With literal armed forces involved, though, it’s ambiguous what “no quarter” may mean. GOP Sen. Tom Cotton was criticized for endangering the public by invoking the phrase in 2020 when he called for domestic deployment of the armed forces against what he portrayed as violent protests, tweeting “no quarter for insurrectionists, anarchists, rioters, and looters.” In January 2021, after the assault on the Capitol by Donald Trump’s supporters, Cotton referred back to his earlier argument in a statement, writing “the principle remains the same: no quarter for insurrectionists. Those who attacked the Capitol today should face the full extent of federal law.”

Uttered by Hegseth, who is at the helm of the military, “no quarter” is even harder to dismiss as a mere rhetorical flourish. Hegseth has spent his tenure as defense secretary disparaging laws and rules and reveling in the rhetoric of violence. In the past year, he has vowed that US forces would engage in “maximum lethality, not tepid legality.” He has repeatedly declared that the US doesn’t fight with “stupid rules of engagement.”

And under Hegseth’s command, the armed forces have serially attacked unarmed boats in the Caribbean and eastern Pacific, including instances where American attackers were reported to have returned to kill the survivors. On March 4, the US Navy torpedoed an Iranian warship in international waters off Sri Lanka, 2,000 miles from the active war zone, as the vessel was returning from a multinational training exercise, and made no effort to rescue survivors.

Not only is it illegal for armed forces in combat to give no quarter, even to command or to threaten “no quarter” is a war crime, says Dan Maurer, a retired Army lieutenant colonel and judge advocate and an associate professor at Ohio Northern University’s College of Law.

The Pentagon did not respond to a request for comment.

As Maurer understands it, there are three ways one might interpret Hegseth’s use of “no quarter.” The most generous reading is that he merely meant the phrase colloquially, to suggest that US troops will take a fiercely aggressive tack to fighting in Iran. “If he meant that that way, then it’s careless and foolish of him to say the words ‘no quarter, no mercy,’ but it wouldn’t be criminal,” Maurer says.

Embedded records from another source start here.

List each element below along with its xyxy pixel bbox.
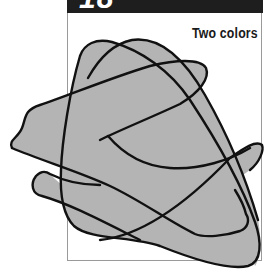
figure-caption: Two colors <box>192 25 258 41</box>
overlapping-shapes-illustration <box>0 0 270 274</box>
shape-fills <box>11 39 262 267</box>
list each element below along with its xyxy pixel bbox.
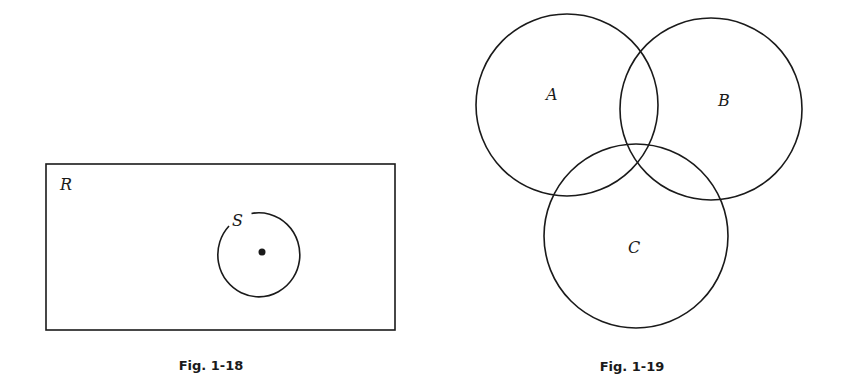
set-c-circle [544, 144, 728, 328]
set-c-label: C [628, 238, 640, 257]
diagram-canvas: R S Fig. 1-18 A B C Fig. 1-19 [0, 0, 846, 376]
set-a-label: A [544, 85, 558, 104]
figure-caption-1-18: Fig. 1-18 [179, 358, 244, 373]
set-b-label: B [717, 91, 730, 110]
figure-1-19: A B C Fig. 1-19 [476, 14, 802, 374]
set-b-circle [620, 18, 802, 200]
set-a-circle [476, 14, 658, 196]
region-r-rectangle [46, 164, 395, 330]
center-point [259, 249, 266, 256]
figure-caption-1-19: Fig. 1-19 [600, 359, 665, 374]
set-s-circle [218, 213, 300, 297]
region-r-label: R [59, 175, 72, 194]
set-s-label: S [232, 211, 243, 230]
figure-1-18: R S Fig. 1-18 [46, 164, 395, 373]
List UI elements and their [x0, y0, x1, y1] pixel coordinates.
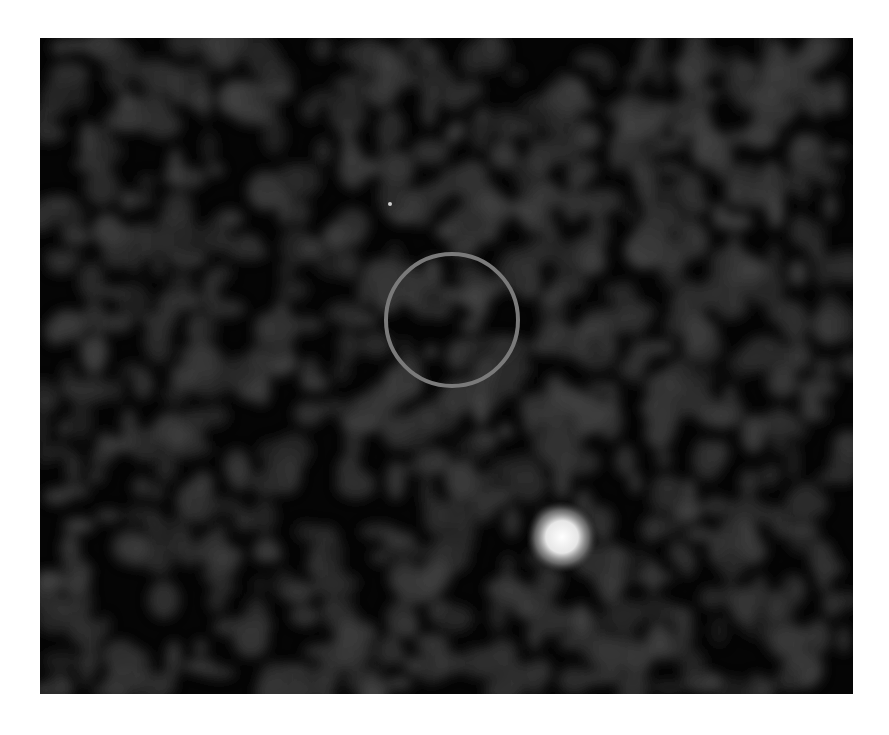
sky-image	[40, 38, 853, 694]
bright-source	[526, 501, 598, 573]
astronomical-image-frame	[40, 38, 853, 694]
faint-speck	[388, 202, 392, 206]
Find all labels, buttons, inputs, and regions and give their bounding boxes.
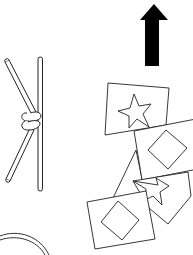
up-arrow-icon <box>140 4 168 66</box>
card-diamond-2 <box>87 191 155 249</box>
arc-icon <box>0 233 49 255</box>
knot-loop-upper <box>22 112 41 121</box>
arc-outer <box>0 233 49 255</box>
upper-diagonal-stick <box>5 60 36 115</box>
knot-loop-lower <box>22 121 40 130</box>
lower-diagonal-stick <box>6 128 34 181</box>
arc-inner <box>0 238 45 255</box>
knot-icon <box>5 57 43 191</box>
illustration-canvas <box>0 0 193 255</box>
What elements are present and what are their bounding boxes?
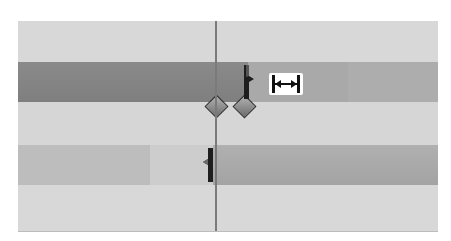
track-video-lower[interactable] [18, 145, 438, 185]
edit-point-out-icon[interactable] [242, 64, 256, 100]
track-keyframes[interactable] [18, 102, 438, 145]
clip-f[interactable] [213, 145, 438, 185]
track-video-upper[interactable] [18, 62, 438, 102]
track-empty-bottom[interactable] [18, 185, 438, 231]
clip-c[interactable] [348, 62, 438, 102]
ripple-trim-cursor-icon [268, 72, 304, 96]
edit-point-in-icon[interactable] [201, 147, 215, 183]
timeline-panel[interactable] [18, 21, 438, 232]
playhead-line[interactable] [215, 21, 217, 231]
clip-d[interactable] [18, 145, 150, 185]
track-empty-top[interactable] [18, 21, 438, 62]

Another interpretation is that Hegseth knew the legal definition of “no quarter” but didn’t intend to follow through with the threat — that he merely meant to frighten Iranian troops. Maurer says that still could be considered a war crime.

A third interpretation is that Hegseth knew the legal implications and meant it as a command, which Maurer says “would absolutely be the textbook definition of a war crime.” Given Hegseth’s well-established disdain for the laws of war, Maurer says it’s plausible that the defense secretary simply doesn’t care whether vowing “no quarter” is legal or not.

Whatever Hegseth meant, whether the US military follows the laws of war is now up to the troops, Maurer says: “We’re left to trust that they’re not going to interpret what he said as a command. And if they do think of it as a command, then we have to trust them to disobey it.”